By Stuart Kerr, Technology Correspondent
Published: 07/08/2025
Last Updated: 07/08/2025
Contact: liveaiwire@gmail.com | Twitter: @LiveAIWire
Author Bio: About Stuart Kerr
Meta has publicly refused to sign the European Union’s Code of Practice for General-Purpose AI (GPAI), breaking ranks with other major tech firms such as Microsoft and Google. The move has reignited debate over how AI should be regulated across borders and whether voluntary frameworks can meaningfully shape the behaviour of companies operating frontier AI models.
According to The Verge, Meta claims that the EU’s Code introduces obligations that could “stifle innovation” and expose proprietary data to unnecessary scrutiny. The company, through policy executive Joel Kaplan, argues that while it supports safety and ethics, the current version of the Code is too vague and could lead to overlapping or inconsistent compliance demands.
The Code, published by the European Commission, sets expectations in three key areas: transparency, copyright compliance, and model safety. It requires general-purpose AI developers to provide plain-language documentation about how their models function and to take steps to prevent bias and misinformation. It also includes commitments around licensing training data and watermarking synthetic content—principles that Microsoft has already endorsed, as noted in PPC Land’s coverage.
For many observers, Meta’s rejection highlights a broader rift within the tech industry. Some firms are racing to self-regulate in advance of the EU’s AI Act, while others, like Meta, appear to be resisting the shift toward preemptive accountability. This contrast is stark when viewed through the lens of our earlier report on AI Regulation Crossroads, where we explored how regulatory clarity is becoming a strategic differentiator in global markets.
Transparency is perhaps the most contested pillar of the Code. As discussed in our feature on AI Guardrails, developers are increasingly expected to disclose training inputs, fine-tuning protocols, and ethical constraints. Meta’s position is that such disclosure could endanger competitive advantage and oversimplify how AI decision-making actually works.
There are also concerns around copyright. Under the Code, AI companies must document whether copyrighted materials were used in training and, where applicable, demonstrate licensing agreements. This echoes long-standing critiques of generative AI voiced in The AI Identity Crisis, which questioned the boundary between public data use and creative exploitation.
A joint review by CADE Project underscores these tensions. While Meta frames its rejection as a defence of innovation, regulators and civil society groups worry the decision signals a broader reluctance to accept guardrails for AI development.
Meanwhile, Microsoft has embraced the EU framework. A Microsoft compliance PDF published earlier this year outlines the prohibited AI practices the company has pledged to avoid—including mass surveillance, manipulation, and discrimination—many of which align closely with the Code’s ethics clauses.
The divide may ultimately reflect divergent business models. Meta’s core platforms rely heavily on personalisation and data-driven content delivery, while Microsoft’s enterprise model offers more room for regulation-aligned infrastructure.
A broader view, summarised in TechRepublic, suggests that companies signing the Code will enjoy greater alignment with the forthcoming EU AI Act. Those opting out, like Meta, risk reputational harm or even exclusion from key procurement opportunities under the upcoming legal framework.
The debate now extends far beyond Brussels. It signals the beginning of an era where tech companies must choose between embracing enforceable transparency or risking regulatory collision. The outcome may define not just the next generation of AI, but the ethical foundations upon which it is built.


▶ **Work task**: Please return the listing exactly as it stands, skipping any pictures.
# # #
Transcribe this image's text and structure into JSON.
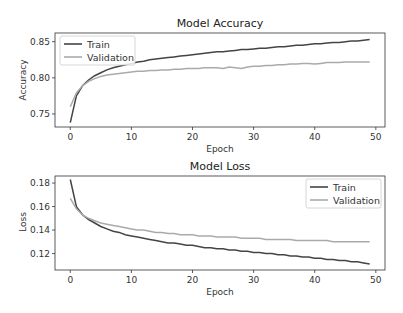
{
  "chart_data": [
    {
      "type": "line",
      "title": "Model Accuracy",
      "xlabel": "Epoch",
      "ylabel": "Accuracy",
      "xlim": [
        -2.5,
        51.5
      ],
      "ylim": [
        0.732,
        0.862
      ],
      "xticks": [
        0,
        10,
        20,
        30,
        40,
        50
      ],
      "yticks": [
        0.75,
        0.8,
        0.85
      ],
      "ytick_labels": [
        "0.75",
        "0.80",
        "0.85"
      ],
      "legend_position": "upper left",
      "grid": false,
      "series": [
        {
          "name": "Train",
          "color": "#444444",
          "x": [
            0,
            1,
            2,
            3,
            4,
            5,
            6,
            7,
            8,
            9,
            10,
            11,
            12,
            13,
            14,
            15,
            16,
            17,
            18,
            19,
            20,
            21,
            22,
            23,
            24,
            25,
            26,
            27,
            28,
            29,
            30,
            31,
            32,
            33,
            34,
            35,
            36,
            37,
            38,
            39,
            40,
            41,
            42,
            43,
            44,
            45,
            46,
            47,
            48,
            49
          ],
          "values": [
            0.738,
            0.775,
            0.789,
            0.797,
            0.803,
            0.807,
            0.811,
            0.814,
            0.816,
            0.818,
            0.82,
            0.822,
            0.823,
            0.825,
            0.826,
            0.827,
            0.828,
            0.829,
            0.83,
            0.831,
            0.832,
            0.833,
            0.834,
            0.835,
            0.836,
            0.836,
            0.837,
            0.838,
            0.839,
            0.839,
            0.84,
            0.841,
            0.841,
            0.842,
            0.843,
            0.843,
            0.844,
            0.845,
            0.845,
            0.846,
            0.847,
            0.847,
            0.848,
            0.849,
            0.849,
            0.85,
            0.851,
            0.851,
            0.852,
            0.853
          ]
        },
        {
          "name": "Validation",
          "color": "#aaaaaa",
          "x": [
            0,
            1,
            2,
            3,
            4,
            5,
            6,
            7,
            8,
            9,
            10,
            11,
            12,
            13,
            14,
            15,
            16,
            17,
            18,
            19,
            20,
            21,
            22,
            23,
            24,
            25,
            26,
            27,
            28,
            29,
            30,
            31,
            32,
            33,
            34,
            35,
            36,
            37,
            38,
            39,
            40,
            41,
            42,
            43,
            44,
            45,
            46,
            47,
            48,
            49
          ],
          "values": [
            0.76,
            0.779,
            0.789,
            0.795,
            0.799,
            0.802,
            0.804,
            0.805,
            0.806,
            0.807,
            0.808,
            0.809,
            0.809,
            0.81,
            0.81,
            0.811,
            0.811,
            0.812,
            0.812,
            0.813,
            0.813,
            0.813,
            0.814,
            0.814,
            0.814,
            0.813,
            0.815,
            0.814,
            0.813,
            0.815,
            0.816,
            0.816,
            0.817,
            0.817,
            0.818,
            0.818,
            0.819,
            0.819,
            0.82,
            0.82,
            0.819,
            0.82,
            0.821,
            0.821,
            0.821,
            0.822,
            0.822,
            0.822,
            0.822,
            0.822
          ]
        }
      ]
    },
    {
      "type": "line",
      "title": "Model Loss",
      "xlabel": "Epoch",
      "ylabel": "Loss",
      "xlim": [
        -2.5,
        51.5
      ],
      "ylim": [
        0.106,
        0.186
      ],
      "xticks": [
        0,
        10,
        20,
        30,
        40,
        50
      ],
      "yticks": [
        0.12,
        0.14,
        0.16,
        0.18
      ],
      "ytick_labels": [
        "0.12",
        "0.14",
        "0.16",
        "0.18"
      ],
      "legend_position": "upper right",
      "grid": false,
      "series": [
        {
          "name": "Train",
          "color": "#444444",
          "x": [
            0,
            1,
            2,
            3,
            4,
            5,
            6,
            7,
            8,
            9,
            10,
            11,
            12,
            13,
            14,
            15,
            16,
            17,
            18,
            19,
            20,
            21,
            22,
            23,
            24,
            25,
            26,
            27,
            28,
            29,
            30,
            31,
            32,
            33,
            34,
            35,
            36,
            37,
            38,
            39,
            40,
            41,
            42,
            43,
            44,
            45,
            46,
            47,
            48,
            49
          ],
          "values": [
            0.183,
            0.16,
            0.153,
            0.149,
            0.146,
            0.143,
            0.141,
            0.139,
            0.138,
            0.136,
            0.135,
            0.134,
            0.133,
            0.132,
            0.131,
            0.13,
            0.129,
            0.129,
            0.128,
            0.127,
            0.127,
            0.126,
            0.125,
            0.125,
            0.124,
            0.124,
            0.123,
            0.123,
            0.122,
            0.122,
            0.121,
            0.121,
            0.12,
            0.12,
            0.119,
            0.119,
            0.118,
            0.118,
            0.117,
            0.117,
            0.116,
            0.116,
            0.115,
            0.115,
            0.114,
            0.114,
            0.113,
            0.113,
            0.112,
            0.111
          ]
        },
        {
          "name": "Validation",
          "color": "#aaaaaa",
          "x": [
            0,
            1,
            2,
            3,
            4,
            5,
            6,
            7,
            8,
            9,
            10,
            11,
            12,
            13,
            14,
            15,
            16,
            17,
            18,
            19,
            20,
            21,
            22,
            23,
            24,
            25,
            26,
            27,
            28,
            29,
            30,
            31,
            32,
            33,
            34,
            35,
            36,
            37,
            38,
            39,
            40,
            41,
            42,
            43,
            44,
            45,
            46,
            47,
            48,
            49
          ],
          "values": [
            0.167,
            0.158,
            0.153,
            0.15,
            0.148,
            0.146,
            0.145,
            0.144,
            0.143,
            0.142,
            0.141,
            0.14,
            0.14,
            0.139,
            0.138,
            0.138,
            0.137,
            0.137,
            0.136,
            0.136,
            0.136,
            0.135,
            0.135,
            0.135,
            0.134,
            0.134,
            0.134,
            0.134,
            0.133,
            0.133,
            0.133,
            0.133,
            0.132,
            0.132,
            0.132,
            0.132,
            0.132,
            0.131,
            0.131,
            0.131,
            0.131,
            0.131,
            0.131,
            0.13,
            0.13,
            0.13,
            0.13,
            0.13,
            0.13,
            0.13
          ]
        }
      ]
    }
  ],
  "panels": [
    {
      "title": "Model Accuracy",
      "xlabel": "Epoch",
      "ylabel": "Accuracy",
      "legend": [
        "Train",
        "Validation"
      ]
    },
    {
      "title": "Model Loss",
      "xlabel": "Epoch",
      "ylabel": "Loss",
      "legend": [
        "Train",
        "Validation"
      ]
    }
  ]
}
# # #
▶ **Response**:
Transcribe this image's text and structure into JSON.
{
  "chart_data": [
    {
      "type": "line",
      "title": "Model Accuracy",
      "xlabel": "Epoch",
      "ylabel": "Accuracy",
      "xlim": [
        -2.5,
        51.5
      ],
      "ylim": [
        0.732,
        0.862
      ],
      "xticks": [
        0,
        10,
        20,
        30,
        40,
        50
      ],
      "yticks": [
        0.75,
        0.8,
        0.85
      ],
      "ytick_labels": [
        "0.75",
        "0.80",
        "0.85"
      ],
      "legend_position": "upper left",
      "grid": false,
      "series": [
        {
          "name": "Train",
          "color": "#444444",
          "x": [
            0,
            1,
            2,
            3,
            4,
            5,
            6,
            7,
            8,
            9,
            10,
            11,
            12,
            13,
            14,
            15,
            16,
            17,
            18,
            19,
            20,
            21,
            22,
            23,
            24,
            25,
            26,
            27,
            28,
            29,
            30,
            31,
            32,
            33,
            34,
            35,
            36,
            37,
            38,
            39,
            40,
            41,
            42,
            43,
            44,
            45,
            46,
            47,
            48,
            49
          ],
          "values": [
            0.738,
            0.775,
            0.789,
            0.797,
            0.803,
            0.807,
            0.811,
            0.814,
            0.816,
            0.818,
            0.82,
            0.822,
            0.823,
            0.825,
            0.826,
            0.827,
            0.828,
            0.829,
            0.83,
            0.831,
            0.832,
            0.833,
            0.834,
            0.835,
            0.836,
            0.836,
            0.837,
            0.838,
            0.839,
            0.839,
            0.84,
            0.841,
            0.841,
            0.842,
            0.843,
            0.843,
            0.844,
            0.845,
            0.845,
            0.846,
            0.847,
            0.847,
            0.848,
            0.849,
            0.849,
            0.85,
            0.851,
            0.851,
            0.852,
            0.853
          ]
        },
        {
          "name": "Validation",
          "color": "#aaaaaa",
          "x": [
            0,
            1,
            2,
            3,
            4,
            5,
            6,
            7,
            8,
            9,
            10,
            11,
            12,
            13,
            14,
            15,
            16,
            17,
            18,
            19,
            20,
            21,
            22,
            23,
            24,
            25,
            26,
            27,
            28,
            29,
            30,
            31,
            32,
            33,
            34,
            35,
            36,
            37,
            38,
            39,
            40,
            41,
            42,
            43,
            44,
            45,
            46,
            47,
            48,
            49
          ],
          "values": [
            0.76,
            0.779,
            0.789,
            0.795,
            0.799,
            0.802,
            0.804,
            0.805,
            0.806,
            0.807,
            0.808,
            0.809,
            0.809,
            0.81,
            0.81,
            0.811,
            0.811,
            0.812,
            0.812,
            0.813,
            0.813,
            0.813,
            0.814,
            0.814,
            0.814,
            0.813,
            0.815,
            0.814,
            0.813,
            0.815,
            0.816,
            0.816,
            0.817,
            0.817,
            0.818,
            0.818,
            0.819,
            0.819,
            0.82,
            0.82,
            0.819,
            0.82,
            0.821,
            0.821,
            0.821,
            0.822,
            0.822,
            0.822,
            0.822,
            0.822
          ]
        }
      ]
    },
    {
      "type": "line",
      "title": "Model Loss",
      "xlabel": "Epoch",
      "ylabel": "Loss",
      "xlim": [
        -2.5,
        51.5
      ],
      "ylim": [
        0.106,
        0.186
      ],
      "xticks": [
        0,
        10,
        20,
        30,
        40,
        50
      ],
      "yticks": [
        0.12,
        0.14,
        0.16,
        0.18
      ],
      "ytick_labels": [
        "0.12",
        "0.14",
        "0.16",
        "0.18"
      ],
      "legend_position": "upper right",
      "grid": false,
      "series": [
        {
          "name": "Train",
          "color": "#444444",
          "x": [
            0,
            1,
            2,
            3,
            4,
            5,
            6,
            7,
            8,
            9,
            10,
            11,
            12,
            13,
            14,
            15,
            16,
            17,
            18,
            19,
            20,
            21,
            22,
            23,
            24,
            25,
            26,
            27,
            28,
            29,
            30,
            31,
            32,
            33,
            34,
            35,
            36,
            37,
            38,
            39,
            40,
            41,
            42,
            43,
            44,
            45,
            46,
            47,
            48,
            49
          ],
          "values": [
            0.183,
            0.16,
            0.153,
            0.149,
            0.146,
            0.143,
            0.141,
            0.139,
            0.138,
            0.136,
            0.135,
            0.134,
            0.133,
            0.132,
            0.131,
            0.13,
            0.129,
            0.129,
            0.128,
            0.127,
            0.127,
            0.126,
            0.125,
            0.125,
            0.124,
            0.124,
            0.123,
            0.123,
            0.122,
            0.122,
            0.121,
            0.121,
            0.12,
            0.12,
            0.119,
            0.119,
            0.118,
            0.118,
            0.117,
            0.117,
            0.116,
            0.116,
            0.115,
            0.115,
            0.114,
            0.114,
            0.113,
            0.113,
            0.112,
            0.111
          ]
        },
        {
          "name": "Validation",
          "color": "#aaaaaa",
          "x": [
            0,
            1,
            2,
            3,
            4,
            5,
            6,
            7,
            8,
            9,
            10,
            11,
            12,
            13,
            14,
            15,
            16,
            17,
            18,
            19,
            20,
            21,
            22,
            23,
            24,
            25,
            26,
            27,
            28,
            29,
            30,
            31,
            32,
            33,
            34,
            35,
            36,
            37,
            38,
            39,
            40,
            41,
            42,
            43,
            44,
            45,
            46,
            47,
            48,
            49
          ],
          "values": [
            0.167,
            0.158,
            0.153,
            0.15,
            0.148,
            0.146,
            0.145,
            0.144,
            0.143,
            0.142,
            0.141,
            0.14,
            0.14,
            0.139,
            0.138,
            0.138,
            0.137,
            0.137,
            0.136,
            0.136,
            0.136,
            0.135,
            0.135,
            0.135,
            0.134,
            0.134,
            0.134,
            0.134,
            0.133,
            0.133,
            0.133,
            0.133,
            0.132,
            0.132,
            0.132,
            0.132,
            0.132,
            0.131,
            0.131,
            0.131,
            0.131,
            0.131,
            0.131,
            0.13,
            0.13,
            0.13,
            0.13,
            0.13,
            0.13,
            0.13
          ]
        }
      ]
    }
  ],
  "panels": [
    {
      "title": "Model Accuracy",
      "xlabel": "Epoch",
      "ylabel": "Accuracy",
      "legend": [
        "Train",
        "Validation"
      ]
    },
    {
      "title": "Model Loss",
      "xlabel": "Epoch",
      "ylabel": "Loss",
      "legend": [
        "Train",
        "Validation"
      ]
    }
  ]
}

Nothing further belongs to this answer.